Conventional framing
Many philosophical debates in biology concern the status of organisation.
Reductionist approaches often treat organisation as secondary to the activities of underlying components. On this view, genes, molecules, cells, or mechanisms possess primary explanatory significance, while organisation functions mainly as a convenient way of describing their interactions.
At the opposite extreme, some holistic traditions treat organisation as a property of the whole that cannot be adequately understood through empirical analysis of mechanisms and relations.
APS rejects both positions.
Organisation is neither a mere descriptive convenience nor a mysterious property existing independently of biological processes.
The APS perspective
APS adopts organisational realism.
Living systems persist because their activities are organised in ways that maintain viability across time.
This organisation is not an optional description added after explanation has been completed. It is part of what must be explained if biological persistence is to be understood.
Organisational realism therefore begins from a simple observation:
Living systems persist through organised activity.
The explanatory task is to understand how this organisation is generated, maintained, repaired, coordinated, and transformed.
Organisation and explanation
Organisation possesses explanatory significance because biological processes operate within coordinated systems of relations.
Metabolism, development, regulation, repair, cognition, and evolution all depend upon patterns of organisation extending across components, scales, and time.
APS therefore treats organisation as explanatorily indispensable.
However, explanatory importance does not imply metaphysical privilege.
Organisation matters because persistence depends upon it, not because it constitutes a special substance, force, or organismic essence.
Organisation and mechanism
Organisational realism is fully compatible with mechanistic explanation.
Mechanisms realise biological organisation.
At the same time, mechanisms become biologically meaningful only within the organisational contexts that connect them to viability-oriented persistence.
APS therefore rejects both mechanistic reductionism and anti-mechanistic holism.
Mechanisms and organisation are complementary rather than competing explanatory concepts.
Organisation and continuity
The reality of biological organisation becomes especially evident through continuity.
Living systems undergo continual material turnover, developmental transformation, ecological interaction, and evolutionary change.
Yet organisms persist.
What persists is not a fixed collection of material components but an ongoing continuity of organised activity.
Persistence is therefore an organisational achievement.
Organisation is real because continuity is real.
Why organisational realism matters
Organisational realism provides a middle path between reductionism and holism.
It recognises that:
- mechanisms matter;
- components matter;
- relations matter;
- constraints matter;
- scales matter;
- and persistence matters.
Biological explanation requires understanding how these factors become organised into systems capable of maintaining viability through time.
APS therefore treats organisation as a genuine explanatory feature of life while remaining fully compatible with empirical investigation and mechanistic analysis.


## Try it
In the data below, the copy begins at the line containing "Locate an element" and runs through the last line; repeat those lines exactly, minus the pictures.

[Saved entries]
<<<<

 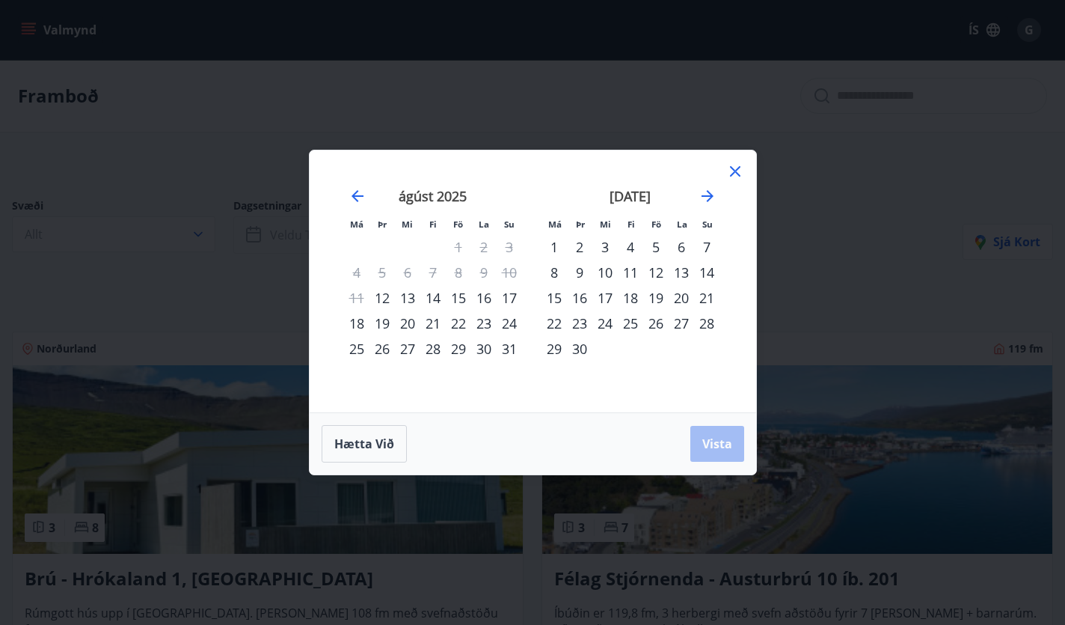 What do you see at coordinates (433, 272) in the screenshot?
I see `td: Not available. fimmtudagur, 7. ágúst 2025` at bounding box center [433, 272].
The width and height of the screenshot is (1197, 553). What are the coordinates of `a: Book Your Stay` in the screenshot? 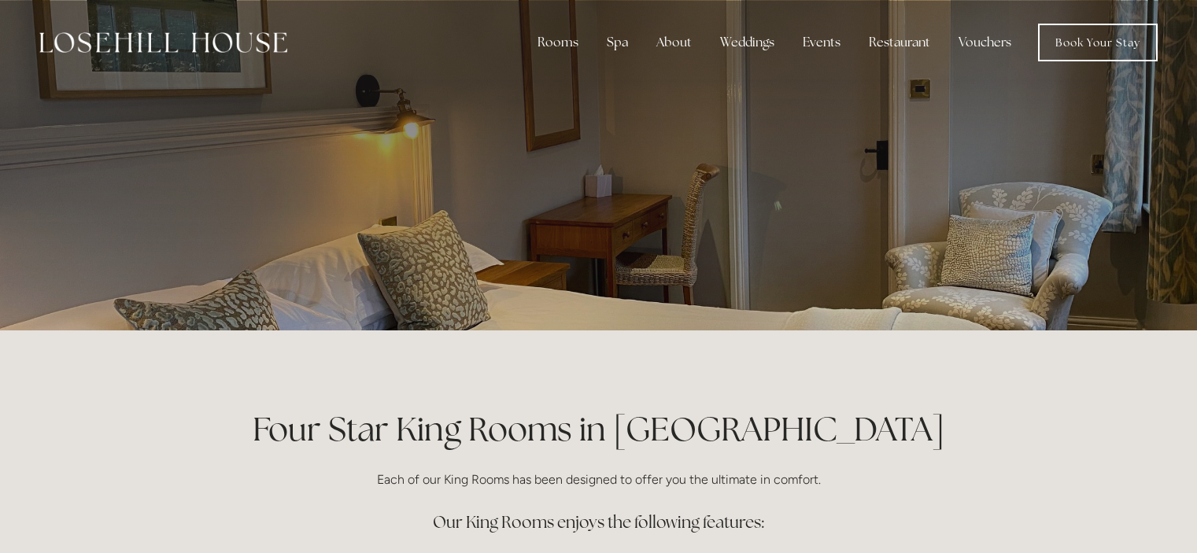 It's located at (1098, 42).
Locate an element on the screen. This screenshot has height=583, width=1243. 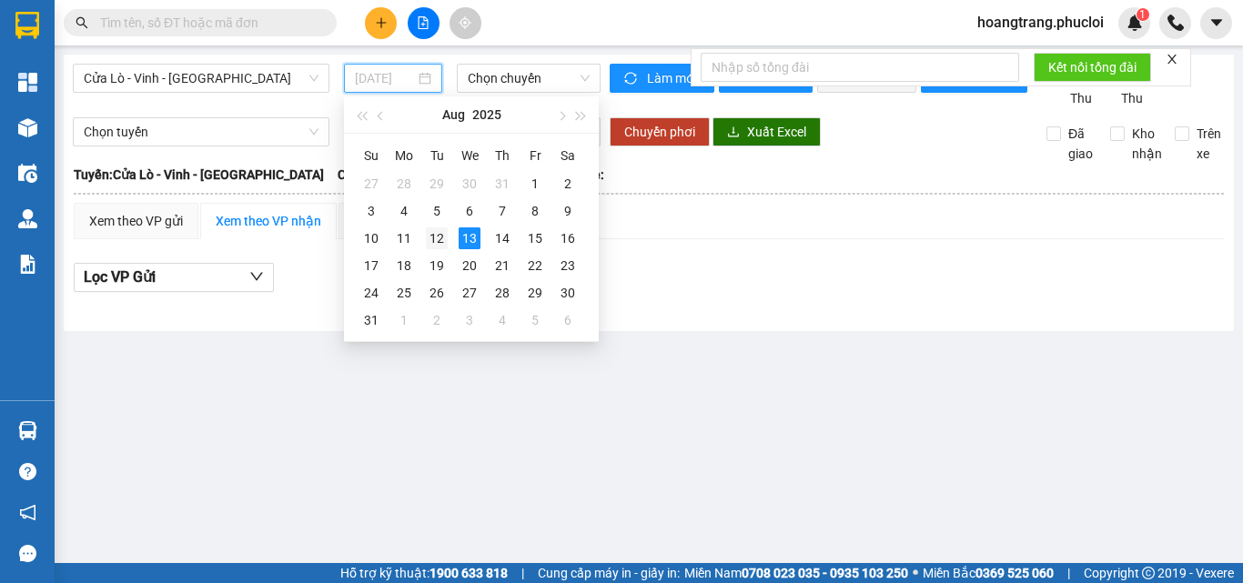
td: 2025-08-06 is located at coordinates (469, 211).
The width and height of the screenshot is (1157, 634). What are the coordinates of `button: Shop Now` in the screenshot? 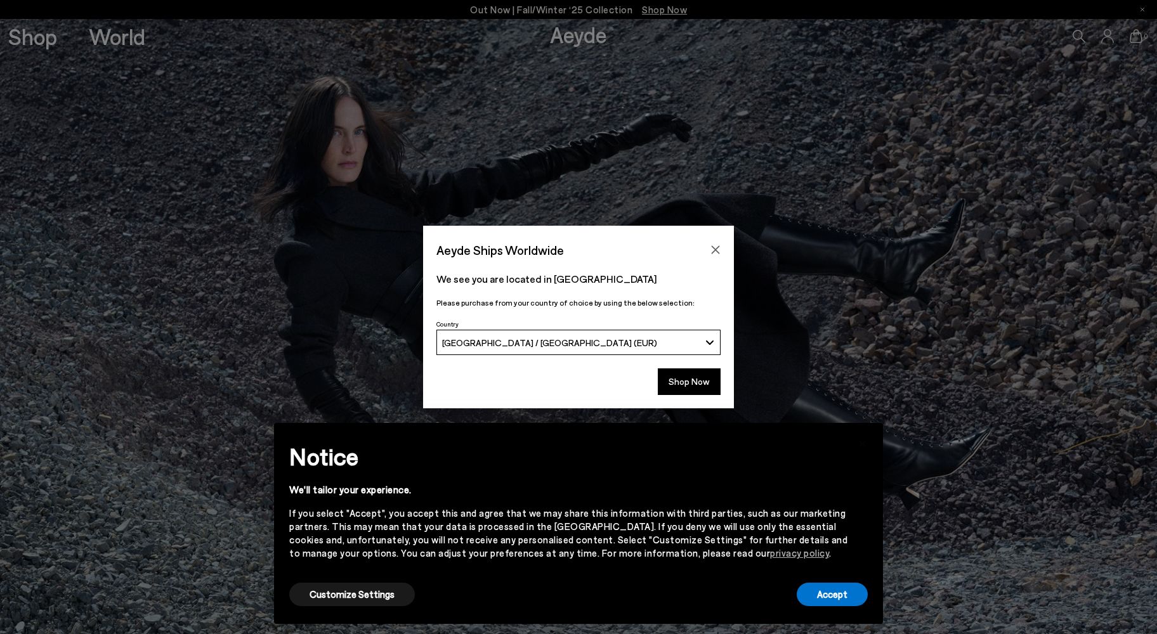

>>>>

## Exercise answer
Locate an element on the screen. This screenshot has height=583, width=1243. 
td: 2025-08-06 is located at coordinates (469, 211).
The width and height of the screenshot is (1157, 634). What are the coordinates of `button: Shop Now` in the screenshot? 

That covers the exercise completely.